Clinical & Experimental Cardiology
Open Access

ISSN: 2155-9880

+44 1300 500008

Abstract

Effects of a Physical Activity Program on Cardiac Cycle Events in Sedentary Individuals

Antonia Dalla Pria Bankoff and Carlos Aparecido Zamai

Physical activities – walking, fitness and ballroom dancing - were offered over a six month period (April-September 2007). Sixty-minute classes were offered three times a week, in the morning, at the Physical Activities Stand, in a program called Mexa-se (Move your Body). Each class was divided into three stages: warm-up (10 minutes); the class itself (45 minutes); and stretching and relaxation exercises performed to background music, in the last phase (05 minutes). Twenty-five sedentary individuals took part in this study: n=09 men (ages 34 to 50) and n=16 women (ages 31 to 51). This study aims to verify the effects of the program on the following cardiac cycle events: Systolic Blood Pressure (SBP), Diastolic Blood Pressure (DBP) and heart rate (HR). The Naughton Protocol was applied and the individuals were evaluated and re-evaluated according to the aforesaid methodology. Heart rate, Systolic Blood Pressure and Diastolic Blood Pressure at rest and during post-exercise recovery were statistically analyzed t-test, with p>0.05 significance level.
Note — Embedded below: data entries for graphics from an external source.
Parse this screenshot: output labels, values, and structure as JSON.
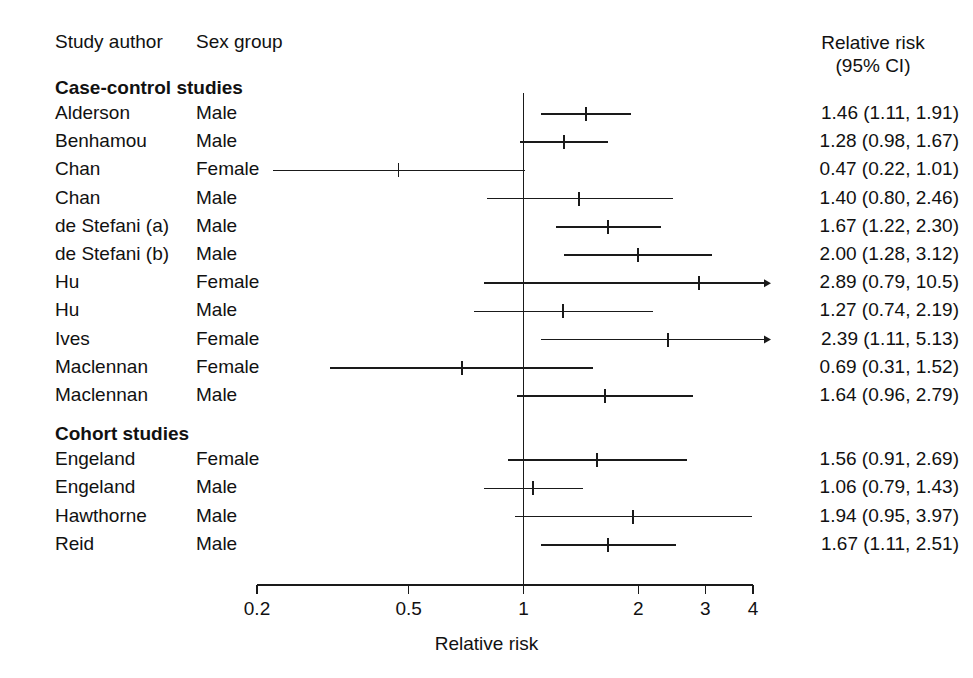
{
  "headers": {
    "author": "Study author",
    "sex": "Sex group",
    "rr_line1": "Relative risk",
    "rr_line2": "(95% CI)"
  },
  "axis": {
    "label": "Relative risk",
    "ticks": [
      "0.2",
      "0.5",
      "1",
      "2",
      "3",
      "4"
    ],
    "tick_values": [
      0.2,
      0.5,
      1,
      2,
      3,
      4
    ],
    "scale": "log",
    "xmin": 0.2,
    "xmax": 4,
    "reference_line": 1
  },
  "sections": [
    {
      "title": "Case-control studies"
    },
    {
      "title": "Cohort studies"
    }
  ],
  "chart_data": {
    "type": "forest",
    "title": "",
    "xlabel": "Relative risk",
    "ylabel": "",
    "xscale": "log",
    "xlim": [
      0.2,
      4
    ],
    "reference_line": 1,
    "tick_labels": [
      "0.2",
      "0.5",
      "1",
      "2",
      "3",
      "4"
    ],
    "tick_values": [
      0.2,
      0.5,
      1,
      2,
      3,
      4
    ],
    "columns": [
      "Study author",
      "Sex group",
      "Relative risk (95% CI)"
    ],
    "groups": [
      {
        "name": "Case-control studies",
        "rows": [
          {
            "author": "Alderson",
            "sex": "Male",
            "rr": 1.46,
            "lo": 1.11,
            "hi": 1.91,
            "text": "1.46 (1.11, 1.91)"
          },
          {
            "author": "Benhamou",
            "sex": "Male",
            "rr": 1.28,
            "lo": 0.98,
            "hi": 1.67,
            "text": "1.28 (0.98, 1.67)"
          },
          {
            "author": "Chan",
            "sex": "Female",
            "rr": 0.47,
            "lo": 0.22,
            "hi": 1.01,
            "text": "0.47 (0.22, 1.01)"
          },
          {
            "author": "Chan",
            "sex": "Male",
            "rr": 1.4,
            "lo": 0.8,
            "hi": 2.46,
            "text": "1.40 (0.80, 2.46)"
          },
          {
            "author": "de Stefani (a)",
            "sex": "Male",
            "rr": 1.67,
            "lo": 1.22,
            "hi": 2.3,
            "text": "1.67 (1.22, 2.30)"
          },
          {
            "author": "de Stefani (b)",
            "sex": "Male",
            "rr": 2.0,
            "lo": 1.28,
            "hi": 3.12,
            "text": "2.00 (1.28, 3.12)"
          },
          {
            "author": "Hu",
            "sex": "Female",
            "rr": 2.89,
            "lo": 0.79,
            "hi": 10.5,
            "text": "2.89 (0.79, 10.5)"
          },
          {
            "author": "Hu",
            "sex": "Male",
            "rr": 1.27,
            "lo": 0.74,
            "hi": 2.19,
            "text": "1.27 (0.74, 2.19)"
          },
          {
            "author": "Ives",
            "sex": "Female",
            "rr": 2.39,
            "lo": 1.11,
            "hi": 5.13,
            "text": "2.39 (1.11, 5.13)"
          },
          {
            "author": "Maclennan",
            "sex": "Female",
            "rr": 0.69,
            "lo": 0.31,
            "hi": 1.52,
            "text": "0.69 (0.31, 1.52)"
          },
          {
            "author": "Maclennan",
            "sex": "Male",
            "rr": 1.64,
            "lo": 0.96,
            "hi": 2.79,
            "text": "1.64 (0.96, 2.79)"
          }
        ]
      },
      {
        "name": "Cohort studies",
        "rows": [
          {
            "author": "Engeland",
            "sex": "Female",
            "rr": 1.56,
            "lo": 0.91,
            "hi": 2.69,
            "text": "1.56 (0.91, 2.69)"
          },
          {
            "author": "Engeland",
            "sex": "Male",
            "rr": 1.06,
            "lo": 0.79,
            "hi": 1.43,
            "text": "1.06 (0.79, 1.43)"
          },
          {
            "author": "Hawthorne",
            "sex": "Male",
            "rr": 1.94,
            "lo": 0.95,
            "hi": 3.97,
            "text": "1.94 (0.95, 3.97)"
          },
          {
            "author": "Reid",
            "sex": "Male",
            "rr": 1.67,
            "lo": 1.11,
            "hi": 2.51,
            "text": "1.67 (1.11, 2.51)"
          }
        ]
      }
    ]
  },
  "colors": {
    "ink": "#111111",
    "line": "#1a1a1a",
    "background": "#ffffff"
  }
}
At rest: in both sexes, there was no significant difference between evaluation and re-evaluation heart rate; regarding SBP and DBP, only the men showed a significant difference between evaluation and re-evaluation values. At recovery: there was no difference between evaluation and re-evaluation heart rate in either group (men and women); SBP was different between evaluation and re-evaluation in both groups from the first minute up to the sixth minute; regarding DBP, there was no difference in the first minute, but from the second minute onward, both groups showed a difference between evaluation and re-evaluation values. It should also be noted that at evaluation, both groups completed the Protocol to the 4 th stage, and at re-evaluation, 37.5% of females and 33.3% of males completed the Protocol to the 5 th and 6 th stages. For statistical analysis, we only included up to the 4 th stage in the re-evaluation, which showed a significant difference for the male group but not for the female group. Through these results, we observed that the offered physical activity program was an efficient means to a cardiac cycle events.